═══ ENTRIES PROVIDED

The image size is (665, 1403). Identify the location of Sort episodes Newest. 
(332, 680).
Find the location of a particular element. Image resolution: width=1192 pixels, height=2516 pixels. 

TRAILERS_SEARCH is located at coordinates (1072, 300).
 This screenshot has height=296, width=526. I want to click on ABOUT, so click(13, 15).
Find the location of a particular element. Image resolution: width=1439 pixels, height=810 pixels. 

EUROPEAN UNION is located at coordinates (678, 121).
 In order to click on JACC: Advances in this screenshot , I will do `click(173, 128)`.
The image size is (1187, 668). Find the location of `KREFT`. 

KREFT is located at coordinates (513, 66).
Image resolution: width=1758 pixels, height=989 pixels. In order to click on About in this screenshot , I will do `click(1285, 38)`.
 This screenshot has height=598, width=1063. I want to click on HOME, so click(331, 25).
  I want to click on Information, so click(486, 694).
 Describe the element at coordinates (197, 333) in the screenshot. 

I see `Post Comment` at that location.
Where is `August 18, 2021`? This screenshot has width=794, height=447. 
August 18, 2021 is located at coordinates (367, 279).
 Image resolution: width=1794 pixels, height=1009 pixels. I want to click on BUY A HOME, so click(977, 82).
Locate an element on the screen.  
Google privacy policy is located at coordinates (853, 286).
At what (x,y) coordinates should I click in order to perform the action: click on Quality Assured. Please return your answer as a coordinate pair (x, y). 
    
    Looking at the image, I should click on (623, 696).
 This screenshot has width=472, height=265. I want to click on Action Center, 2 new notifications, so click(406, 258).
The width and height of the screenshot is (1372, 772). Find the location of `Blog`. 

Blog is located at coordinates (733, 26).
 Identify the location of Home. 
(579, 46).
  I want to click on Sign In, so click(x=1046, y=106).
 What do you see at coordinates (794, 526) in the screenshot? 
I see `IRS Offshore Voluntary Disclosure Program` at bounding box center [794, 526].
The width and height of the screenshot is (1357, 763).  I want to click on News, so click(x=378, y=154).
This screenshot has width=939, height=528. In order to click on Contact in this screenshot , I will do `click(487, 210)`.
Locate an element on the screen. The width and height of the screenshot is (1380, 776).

══════

**WHAT IS BEING ASKED:** Beginning at the line that holds "Describe the element", reproduce each line of the records above down to and including the last one.

**OUTPUT BELOW:**
 Describe the element at coordinates (197, 333) in the screenshot. 

I see `Post Comment` at that location.
Where is `August 18, 2021`? This screenshot has width=794, height=447. 
August 18, 2021 is located at coordinates (367, 279).
 Image resolution: width=1794 pixels, height=1009 pixels. I want to click on BUY A HOME, so click(977, 82).
Locate an element on the screen.  
Google privacy policy is located at coordinates (853, 286).
At what (x,y) coordinates should I click in order to perform the action: click on Quality Assured. Please return your answer as a coordinate pair (x, y). 
    
    Looking at the image, I should click on (623, 696).
 This screenshot has width=472, height=265. I want to click on Action Center, 2 new notifications, so click(406, 258).
The width and height of the screenshot is (1372, 772). Find the location of `Blog`. 

Blog is located at coordinates (733, 26).
 Identify the location of Home. 
(579, 46).
  I want to click on Sign In, so click(x=1046, y=106).
 What do you see at coordinates (794, 526) in the screenshot? 
I see `IRS Offshore Voluntary Disclosure Program` at bounding box center [794, 526].
The width and height of the screenshot is (1357, 763).  I want to click on News, so click(x=378, y=154).
This screenshot has width=939, height=528. In order to click on Contact in this screenshot , I will do `click(487, 210)`.
Locate an element on the screen. The width and height of the screenshot is (1380, 776).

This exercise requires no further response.